Somf 2025 research prize miriam solis headshot

Miriam Solis
University of Texas at Austin
School of Architecture

Maggie Hansen

is an assistant professor of Landscape Architecture at the University of Texas at Austin School of Architecture. Her work is concerned with how social practice methods in landscape architecture can amplify community voice to shape the future of their local environments. Her design experience includes professional practice and community-based design. As a designer at Nelson Byrd Woltz Landscape Architects, she contributed to design of award-winning projects at a range of scales. As director of Tulane’s Small Center for Collaborative Design, she co-developed a youth engagement initiative, piloted public programming, and fostered relationships across nonprofit, municipal, and grassroots groups. She is co-author of SMALLx20: Twenty Years of Community Design in New Orleans, which reflects on the Center’s university-based design process and its impacts. Professor Hansen’s research, teaching, and creative work draw influence from theater, gardening, participatory art, and activist methods to reimagine the boundaries of design as a relational practice. She is the recipient of the 2021–22 School of Architecture Award for Outstanding Teaching (Studio). Her students’ design work has been recognized for design excellence through awards from the American Society of Landscape Architecture at the state and national levels.

Miriam Solis

is an associate professor of Community and Regional Planning at the University of Texas at Austin School of Architecture. Her research and teaching focus on the intersection of economic and environmental justice. She often uses community-based participatory research methods through partnerships with nonprofit organizations and local government agencies.
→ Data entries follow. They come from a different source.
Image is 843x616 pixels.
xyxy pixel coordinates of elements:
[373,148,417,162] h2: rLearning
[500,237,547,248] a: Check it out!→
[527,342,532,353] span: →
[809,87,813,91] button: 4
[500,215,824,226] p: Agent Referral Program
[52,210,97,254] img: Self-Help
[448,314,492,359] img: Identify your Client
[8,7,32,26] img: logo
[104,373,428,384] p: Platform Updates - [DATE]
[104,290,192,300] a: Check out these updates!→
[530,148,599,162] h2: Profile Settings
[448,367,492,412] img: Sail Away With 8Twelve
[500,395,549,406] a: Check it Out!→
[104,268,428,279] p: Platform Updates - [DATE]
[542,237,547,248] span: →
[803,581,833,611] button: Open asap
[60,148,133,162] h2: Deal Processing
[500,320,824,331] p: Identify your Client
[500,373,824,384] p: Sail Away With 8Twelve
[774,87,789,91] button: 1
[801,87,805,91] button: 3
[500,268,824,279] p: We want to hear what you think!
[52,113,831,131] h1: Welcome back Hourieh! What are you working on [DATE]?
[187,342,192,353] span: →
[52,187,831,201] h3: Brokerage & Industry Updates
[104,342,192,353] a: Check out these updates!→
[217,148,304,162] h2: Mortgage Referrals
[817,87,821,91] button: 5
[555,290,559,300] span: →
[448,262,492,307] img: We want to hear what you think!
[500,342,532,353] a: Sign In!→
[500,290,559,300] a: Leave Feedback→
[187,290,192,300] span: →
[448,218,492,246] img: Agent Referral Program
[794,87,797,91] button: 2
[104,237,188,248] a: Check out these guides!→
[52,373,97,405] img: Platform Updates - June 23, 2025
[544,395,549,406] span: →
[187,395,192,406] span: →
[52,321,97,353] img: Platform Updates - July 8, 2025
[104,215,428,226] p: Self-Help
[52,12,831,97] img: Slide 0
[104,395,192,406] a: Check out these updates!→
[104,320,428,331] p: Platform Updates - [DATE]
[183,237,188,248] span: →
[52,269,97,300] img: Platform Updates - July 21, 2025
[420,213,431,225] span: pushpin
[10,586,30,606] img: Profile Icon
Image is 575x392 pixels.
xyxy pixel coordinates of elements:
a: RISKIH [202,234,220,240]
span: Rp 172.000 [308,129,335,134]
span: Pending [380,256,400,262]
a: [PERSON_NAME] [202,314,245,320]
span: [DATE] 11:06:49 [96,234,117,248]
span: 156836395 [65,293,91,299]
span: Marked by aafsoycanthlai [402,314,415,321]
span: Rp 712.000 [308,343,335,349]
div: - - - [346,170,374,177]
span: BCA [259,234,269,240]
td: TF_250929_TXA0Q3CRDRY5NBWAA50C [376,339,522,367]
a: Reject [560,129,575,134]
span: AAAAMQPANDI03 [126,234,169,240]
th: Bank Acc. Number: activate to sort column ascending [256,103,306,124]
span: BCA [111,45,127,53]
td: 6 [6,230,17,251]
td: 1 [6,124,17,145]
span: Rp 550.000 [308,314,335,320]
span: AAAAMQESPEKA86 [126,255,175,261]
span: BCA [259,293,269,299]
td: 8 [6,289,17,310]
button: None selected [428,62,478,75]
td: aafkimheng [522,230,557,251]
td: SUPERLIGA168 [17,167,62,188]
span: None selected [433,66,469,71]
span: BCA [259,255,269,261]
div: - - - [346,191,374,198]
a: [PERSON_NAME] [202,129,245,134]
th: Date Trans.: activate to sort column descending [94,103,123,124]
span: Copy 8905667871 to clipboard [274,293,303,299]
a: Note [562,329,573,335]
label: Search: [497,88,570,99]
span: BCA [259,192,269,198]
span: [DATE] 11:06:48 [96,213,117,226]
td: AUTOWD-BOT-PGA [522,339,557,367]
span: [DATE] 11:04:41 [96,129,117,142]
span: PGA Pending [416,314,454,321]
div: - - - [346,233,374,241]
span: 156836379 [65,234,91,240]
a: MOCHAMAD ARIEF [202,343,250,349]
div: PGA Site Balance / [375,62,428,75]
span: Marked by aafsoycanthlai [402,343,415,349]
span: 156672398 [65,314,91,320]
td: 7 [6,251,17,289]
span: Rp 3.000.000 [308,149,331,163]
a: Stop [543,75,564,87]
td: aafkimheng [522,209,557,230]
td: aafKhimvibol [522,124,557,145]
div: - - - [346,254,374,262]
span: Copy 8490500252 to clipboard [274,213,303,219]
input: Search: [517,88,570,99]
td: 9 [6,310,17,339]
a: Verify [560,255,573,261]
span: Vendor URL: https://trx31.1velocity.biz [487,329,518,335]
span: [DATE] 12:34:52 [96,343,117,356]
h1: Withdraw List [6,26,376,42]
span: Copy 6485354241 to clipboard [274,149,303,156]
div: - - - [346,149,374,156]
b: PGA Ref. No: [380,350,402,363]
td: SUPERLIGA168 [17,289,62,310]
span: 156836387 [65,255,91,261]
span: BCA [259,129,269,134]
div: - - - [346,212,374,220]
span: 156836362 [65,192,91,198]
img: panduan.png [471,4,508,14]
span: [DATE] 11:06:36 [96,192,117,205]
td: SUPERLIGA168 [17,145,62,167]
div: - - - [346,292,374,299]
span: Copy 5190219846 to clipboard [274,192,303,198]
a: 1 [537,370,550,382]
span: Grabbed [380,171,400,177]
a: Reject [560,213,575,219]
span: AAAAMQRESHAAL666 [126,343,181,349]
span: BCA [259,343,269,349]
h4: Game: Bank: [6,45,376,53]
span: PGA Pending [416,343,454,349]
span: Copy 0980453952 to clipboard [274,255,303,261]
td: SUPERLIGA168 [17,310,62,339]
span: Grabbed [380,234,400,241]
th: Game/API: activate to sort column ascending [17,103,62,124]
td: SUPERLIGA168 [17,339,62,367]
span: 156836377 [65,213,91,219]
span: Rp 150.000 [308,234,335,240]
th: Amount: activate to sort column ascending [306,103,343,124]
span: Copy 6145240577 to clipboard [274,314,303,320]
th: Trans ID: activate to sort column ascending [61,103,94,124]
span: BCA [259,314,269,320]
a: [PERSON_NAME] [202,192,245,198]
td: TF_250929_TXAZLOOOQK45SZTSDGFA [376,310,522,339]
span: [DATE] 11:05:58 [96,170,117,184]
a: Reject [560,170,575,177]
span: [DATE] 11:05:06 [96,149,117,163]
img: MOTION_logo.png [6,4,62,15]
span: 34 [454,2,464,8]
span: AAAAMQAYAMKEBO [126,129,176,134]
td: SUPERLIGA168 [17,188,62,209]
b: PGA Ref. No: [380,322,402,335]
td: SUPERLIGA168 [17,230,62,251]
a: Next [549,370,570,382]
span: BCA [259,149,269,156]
Solis’s work has been funded by several entities, including the US National Oceanic and Atmospheric Administration and the US Department of Housing and Urban Development. For her research on environmental career pathways for youth, she was awarded an Early Career Fellowship by the National Academy of Sciences, Engineering, and Medicine and a UT Austin Humanities Institute Fellowship. Solis teaches graduate student practicums that give students applied environmental planning experiences. These practicums have received multiple recognitions, including the American Planning Association-Texas Award for Advancing Diversity and Social Justice. Solis has also supported the development of interdisciplinary research as a leadership team member of UT Austin’s Planet Texas 2050, a campus-wide grand challenge research initiative, and as a Board Member of the Center for American Architecture and Design.